A review by Sir Robert Devereux commissioned by the government warned of “deep-seated” issues within the ONS as it recommended that the role of the national statistician be temporarily split in two during a turnaround effort at the embattled agency.
One official should take responsibility for statistical output, and a separate ONS permanent secretary would be tasked with running the department, according to the report.
The report left open the possibility of recombining the roles “once the organisation’s core business is back on a more stable footing”. The Cabinet Office said it would respond quickly to the report and act upon the issues described in it.
The recommendations come as the ONS admitted its numbers “have not met users’ expectations on quality and trustworthiness” and set out a far-reaching plan to upgrade its systems and data-collection practices.
“We have sometimes tried to be all things to all people, spreading our resources too thin, limiting our investment in our core statistics,” the ONS said. “The ONS regrets these quality issues and understands the significant challenges they have presented for our users.”

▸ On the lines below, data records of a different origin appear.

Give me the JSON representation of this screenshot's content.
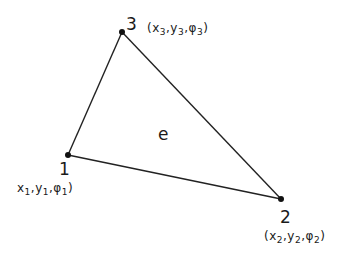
{
  "diagram": {
    "type": "triangular-finite-element",
    "element_label": "e",
    "stroke_color": "#222222",
    "background": "#ffffff",
    "nodes": [
      {
        "id": "1",
        "x": 68,
        "y": 155,
        "number_label": "1",
        "coords": {
          "x": "x",
          "x_sub": "1",
          "y": "y",
          "y_sub": "1",
          "phi": "φ",
          "phi_sub": "1",
          "open": "",
          "close": ")"
        }
      },
      {
        "id": "2",
        "x": 281,
        "y": 199,
        "number_label": "2",
        "coords": {
          "x": "x",
          "x_sub": "2",
          "y": "y",
          "y_sub": "2",
          "phi": "φ",
          "phi_sub": "2",
          "open": "(",
          "close": ")"
        }
      },
      {
        "id": "3",
        "x": 122,
        "y": 32,
        "number_label": "3",
        "coords": {
          "x": "x",
          "x_sub": "3",
          "y": "y",
          "y_sub": "3",
          "phi": "φ",
          "phi_sub": "3",
          "open": "(",
          "close": ")"
        }
      }
    ],
    "edges": [
      {
        "from": "1",
        "to": "2"
      },
      {
        "from": "2",
        "to": "3"
      },
      {
        "from": "3",
        "to": "1"
      }
    ]
  }
}
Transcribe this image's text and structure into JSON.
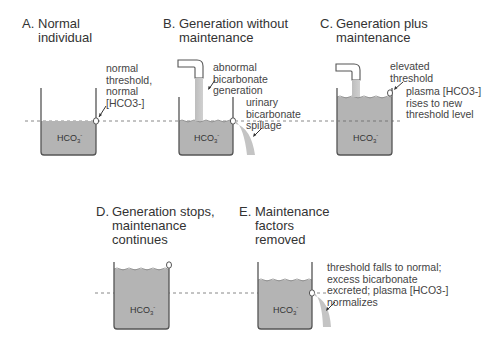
{
  "panels": [
    {
      "letter": "A.",
      "title_lines": [
        "Normal",
        "individual"
      ],
      "fluid_label": "HCO3-",
      "annotations": [
        {
          "text": "normal\nthreshold,\nnormal\n[HCO3-]"
        }
      ]
    },
    {
      "letter": "B.",
      "title_lines": [
        "Generation without",
        "maintenance"
      ],
      "fluid_label": "HCO3-",
      "annotations": [
        {
          "text": "abnormal\nbicarbonate\ngeneration"
        },
        {
          "text": "urinary\nbicarbonate\nspillage"
        }
      ]
    },
    {
      "letter": "C.",
      "title_lines": [
        "Generation plus",
        "maintenance"
      ],
      "fluid_label": "HCO3-",
      "annotations": [
        {
          "text": "elevated\nthreshold"
        },
        {
          "text": "plasma [HCO3-]\nrises to new\nthreshold level"
        }
      ]
    },
    {
      "letter": "D.",
      "title_lines": [
        "Generation stops,",
        "maintenance",
        "continues"
      ],
      "fluid_label": "HCO3-",
      "annotations": []
    },
    {
      "letter": "E.",
      "title_lines": [
        "Maintenance",
        "factors",
        "removed"
      ],
      "fluid_label": "HCO3-",
      "annotations": [
        {
          "text": "threshold falls to normal;\nexcess bicarbonate\nexcreted; plasma [HCO3-]\nnormalizes"
        }
      ]
    }
  ],
  "colors": {
    "fluid": "#b4b4b4",
    "fluid_edge": "#8a8a8a",
    "vessel": "#555555",
    "dashed": "#888888",
    "text": "#3a3a3a"
  }
}
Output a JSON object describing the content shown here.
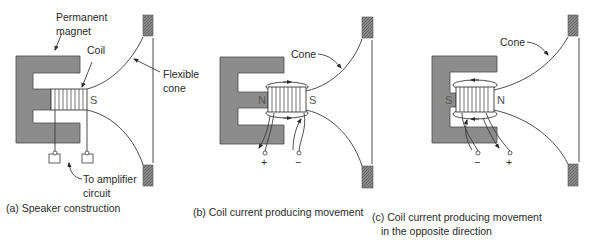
{
  "figure": {
    "colors": {
      "magnet": "#8c8c8c",
      "frame_block": "#6e6e6e",
      "line": "#3a3a3a",
      "text": "#2a2a2a"
    },
    "panels": [
      {
        "id": "a",
        "caption": "(a) Speaker construction",
        "labels": {
          "magnet_line1": "Permanent",
          "magnet_line2": "magnet",
          "coil": "Coil",
          "pole": "S",
          "cone_line1": "Flexible",
          "cone_line2": "cone",
          "amp_line1": "To amplifier",
          "amp_line2": "circuit"
        }
      },
      {
        "id": "b",
        "caption": "(b) Coil current producing movement",
        "labels": {
          "cone": "Cone",
          "pole_left": "N",
          "pole_right": "S",
          "terminal_plus": "+",
          "terminal_minus": "−"
        }
      },
      {
        "id": "c",
        "caption_line1": "(c) Coil current producing movement",
        "caption_line2": "in the opposite direction",
        "labels": {
          "cone": "Cone",
          "pole_left": "S",
          "pole_right": "N",
          "terminal_minus": "−",
          "terminal_plus": "+"
        }
      }
    ]
  }
}
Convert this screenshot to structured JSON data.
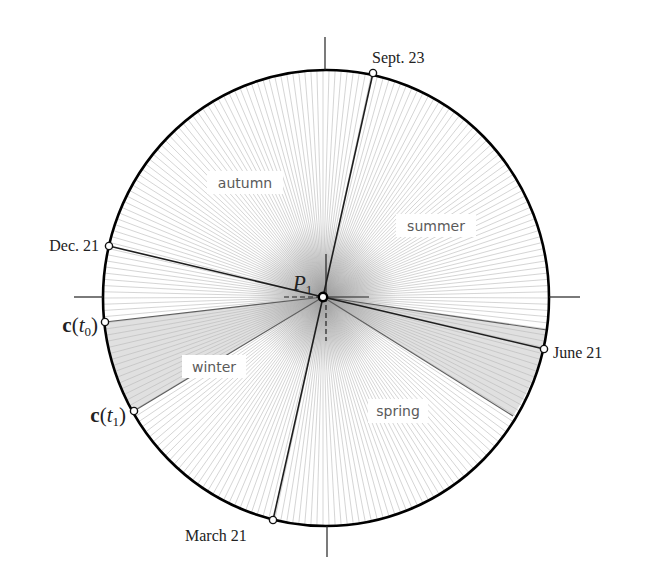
{
  "diagram": {
    "center": {
      "name": "P",
      "sub": "1"
    },
    "dates": {
      "sept": "Sept. 23",
      "dec": "Dec. 21",
      "june": "June 21",
      "march": "March 21"
    },
    "curve_points": [
      {
        "vector": "c",
        "open": "(",
        "param": "t",
        "sub": "0",
        "close": ")"
      },
      {
        "vector": "c",
        "open": "(",
        "param": "t",
        "sub": "1",
        "close": ")"
      }
    ],
    "seasons": {
      "autumn": "autumn",
      "summer": "summer",
      "winter": "winter",
      "spring": "spring"
    }
  }
}
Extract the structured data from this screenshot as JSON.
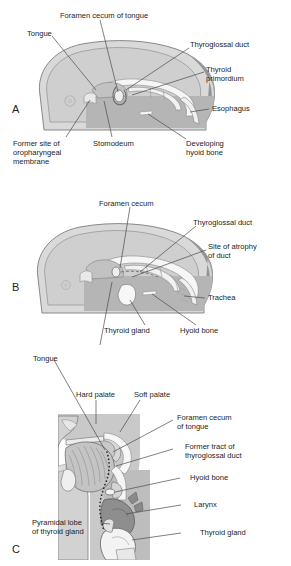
{
  "figure": {
    "title_visible": false,
    "panels": [
      {
        "id": "A",
        "letter": "A",
        "labels": [
          {
            "name": "foramen-cecum-of-tongue",
            "text": "Foramen cecum of tongue"
          },
          {
            "name": "tongue",
            "text": "Tongue"
          },
          {
            "name": "thyroglossal-duct",
            "text": "Thyroglossal duct"
          },
          {
            "name": "thyroid-primordium-line1",
            "text": "Thyroid"
          },
          {
            "name": "thyroid-primordium-line2",
            "text": "primordium"
          },
          {
            "name": "esophagus",
            "text": "Esophagus"
          },
          {
            "name": "former-site-line1",
            "text": "Former site of"
          },
          {
            "name": "former-site-line2",
            "text": "oropharyngeal"
          },
          {
            "name": "former-site-line3",
            "text": "membrane"
          },
          {
            "name": "stomodeum",
            "text": "Stomodeum"
          },
          {
            "name": "developing-hyoid-line1",
            "text": "Developing"
          },
          {
            "name": "developing-hyoid-line2",
            "text": "hyoid bone"
          }
        ]
      },
      {
        "id": "B",
        "letter": "B",
        "labels": [
          {
            "name": "foramen-cecum",
            "text": "Foramen cecum"
          },
          {
            "name": "thyroglossal-duct",
            "text": "Thyroglossal duct"
          },
          {
            "name": "site-of-atrophy-line1",
            "text": "Site of atrophy"
          },
          {
            "name": "site-of-atrophy-line2",
            "text": "of duct"
          },
          {
            "name": "trachea",
            "text": "Trachea"
          },
          {
            "name": "thyroid-gland",
            "text": "Thyroid gland"
          },
          {
            "name": "hyoid-bone",
            "text": "Hyoid bone"
          }
        ]
      },
      {
        "id": "C",
        "letter": "C",
        "labels": [
          {
            "name": "tongue",
            "text": "Tongue"
          },
          {
            "name": "hard-palate",
            "text": "Hard palate"
          },
          {
            "name": "soft-palate",
            "text": "Soft palate"
          },
          {
            "name": "foramen-cecum-line1",
            "text": "Foramen cecum"
          },
          {
            "name": "foramen-cecum-line2",
            "text": "of tongue"
          },
          {
            "name": "former-tract-line1",
            "text": "Former tract of"
          },
          {
            "name": "former-tract-line2",
            "text": "thyroglossal duct"
          },
          {
            "name": "hyoid-bone",
            "text": "Hyoid bone"
          },
          {
            "name": "larynx",
            "text": "Larynx"
          },
          {
            "name": "thyroid-gland",
            "text": "Thyroid gland"
          },
          {
            "name": "pyramidal-lobe-line1",
            "text": "Pyramidal lobe"
          },
          {
            "name": "pyramidal-lobe-line2",
            "text": "of thyroid gland"
          }
        ]
      }
    ],
    "colors": {
      "background": "#ffffff",
      "text": "#1d1d1d",
      "leader_line": "#4a4a4a",
      "tissue_light": "#d6d6d6",
      "tissue_mid": "#bdbdbd",
      "tissue_dark": "#9a9a9a",
      "tissue_darker": "#7e7e7e",
      "lumen_white": "#f7f7f7",
      "outline": "#6b6b6b"
    }
  }
}
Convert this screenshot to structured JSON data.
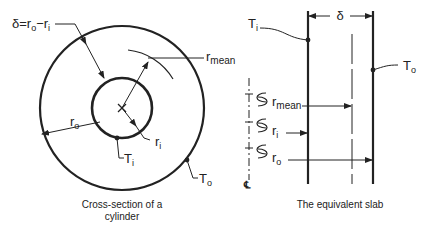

The ONS has been hit by a widening series of data quality problems affecting some of its most important economic figures, among them jobs statistics, producer prices, trade figures and most recently consumer prices inflation.
The decision to split the role of the UK’s top statistician — occupied until recently by Sir Ian Diamond — comes after years of warnings by economists that the job is too unwieldy.
Denise Lievesley, a former president of the Royal Statistical Society, told the FT last month that the job was too wide-ranging and required too many different skills to be easily found in one person.
As national statistician, Diamond was responsible not only for the daily running of the ONS but also for leading the government’s statistical service, representing the UK internationally and advising ministers.
The Devereux review found a host of problems with the way the office operates, including poor co-ordination between team members, staff retention issues, and only piecemeal efforts to tackle emerging problems in statistical series.
The ONS said it will now beef up efforts to spot problems in data, develop a new business register with wider sampling, boost its household survey by knocking on more doors, and spend an extra £10mn to pay for 150 new roles focused on core economic and population statistics.
To fund this, it is closing its Integrated Data Programme — where it has led a cross-government effort to join up data sources, with mixed results — scaling back its work on social and public policy topics; and cutting management and back office roles.
In addition, the ONS promised to engineer “a shift in the culture of our organisation, to embrace critical views, encourage greater curiosity, heed early warning signals and be open about the challenges we face”.